“Our Di had, according to her myth, been hounded to death by the baying werewolves of the yellow press. Of course it was now plain I was one. Maybe even the worst of them. Some people claimed they had actually seen me baying. In the tunnel. With the blood of their angel on my hands.”
“She had always been beautiful in his eyes, and admirable, too. He had worshipped her, in some ways, for her courage in adversity, for her resistance to the ways of his own world. But that had been bravery under siege and now, it seemed, she single-handedly gave siege to the same society which, a few months before, had threatened to engulf and destroy her identity. There was a determination in her bearing, a lightness, an air of confidence, that proclaimed to everyone what he had always sensed in her - and he was proud that his world should see her as the woman he knew, in full command of herself and her situation. Yet there was, as well, a private knowledge, an intimate understanding between them, of the resources of character on which she drew to achieve that command. For the first time he became conscious of the depth of his love for her and, although he had always known that she had loved him, he became confident that her emotion was as strong as his own. Like her, he required no declaration; her bearing was declaration enough.Together, they ascended.”
“I suppose it was a mistake to sketch in a background for the movie, in which I described a likely mix of people in a late-Roman settlement, amongst them people from Africa and the Near East. 'You mean they had black people back then!' was actually what my boss exclaimed when he read that. 'Could Lancelot's sidekick be black?”
“She yawned. If the Lords of Entropy were to manifest themselves on Earth again as they had in the legendary past she felt she might welcome them as a relief, at least, to her boredom. Not, of course, that she believed in those terrible prehistoric fables, though sometimes she could not help wishing that they had really existed and that she had lived in them, for they must surely have been more colourful and stimulating than this present age, where dull Reason drove bright Romance away: granite scattering mercury.”
“By means of our myths and legends we maintain a sense of what we are worth and who we are. Without them we should undoubtedly go mad.”
“Arthuriana has become a genre in itself, more like TV soap opera where people think they know the characters. All that's fair enough, but it does remove the mythic power of the feminine and masculine principles. So I prefer it in its original form, even if you have to wade through Mallory's 'Le Morte d'Arthur' -- people smashing people for pages and pages! It still has the resonances of myth about it, which makes it work for me. I don't want to know if Mordred led an unhappy childhood or not.”
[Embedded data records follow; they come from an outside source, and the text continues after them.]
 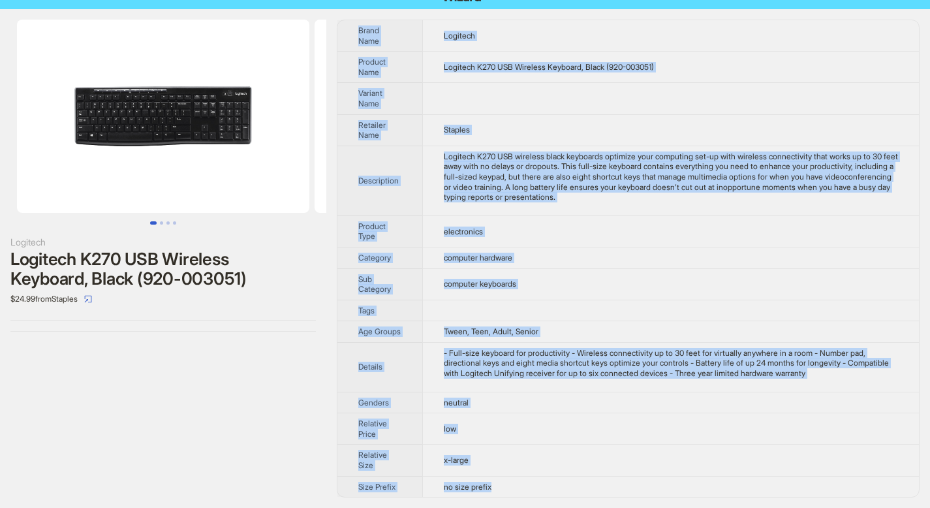 What do you see at coordinates (456, 402) in the screenshot?
I see `span: neutral` at bounding box center [456, 402].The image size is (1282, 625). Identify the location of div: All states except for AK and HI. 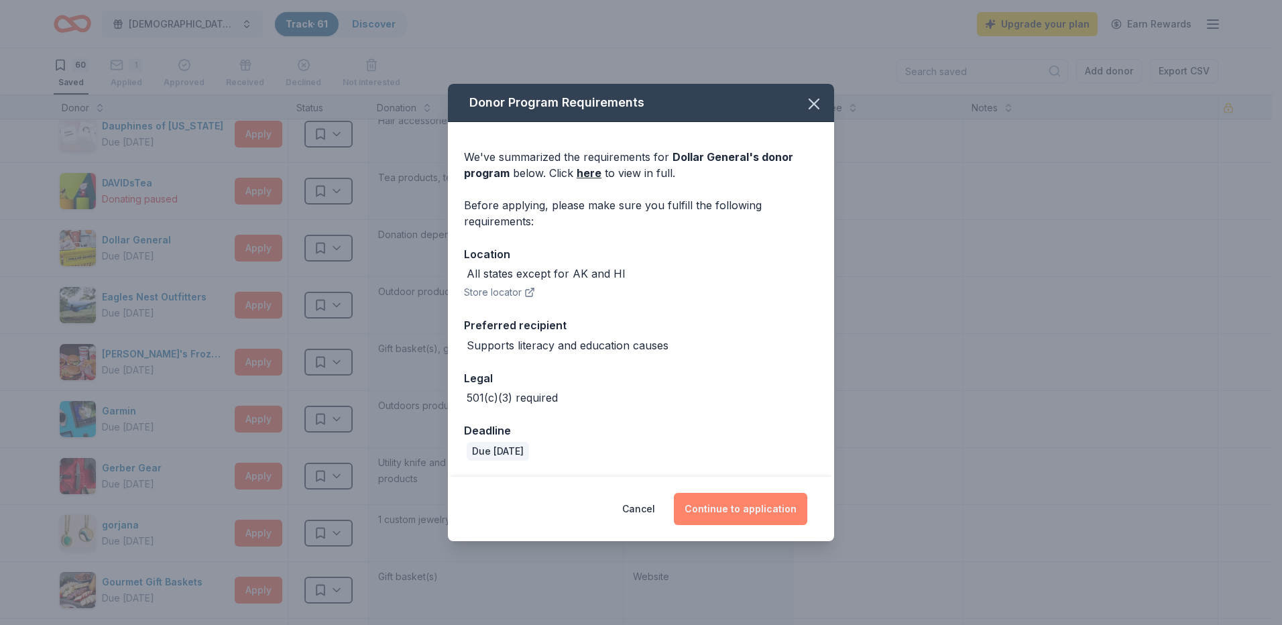
(546, 274).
“Elric knew that everything that existed had its opposite. In danger he might find peace. And yet, of course, in peace there was danger. Being an imperfect creature in an imperfect world he would always know paradox. And that was why in paradox there was always a kind of truth. That was why philosophers and soothsayers flourished. In a perfect world there would be no place for them. In an imperfect world the mysteries were always without solution and that was why there was always a great choice of solutions.”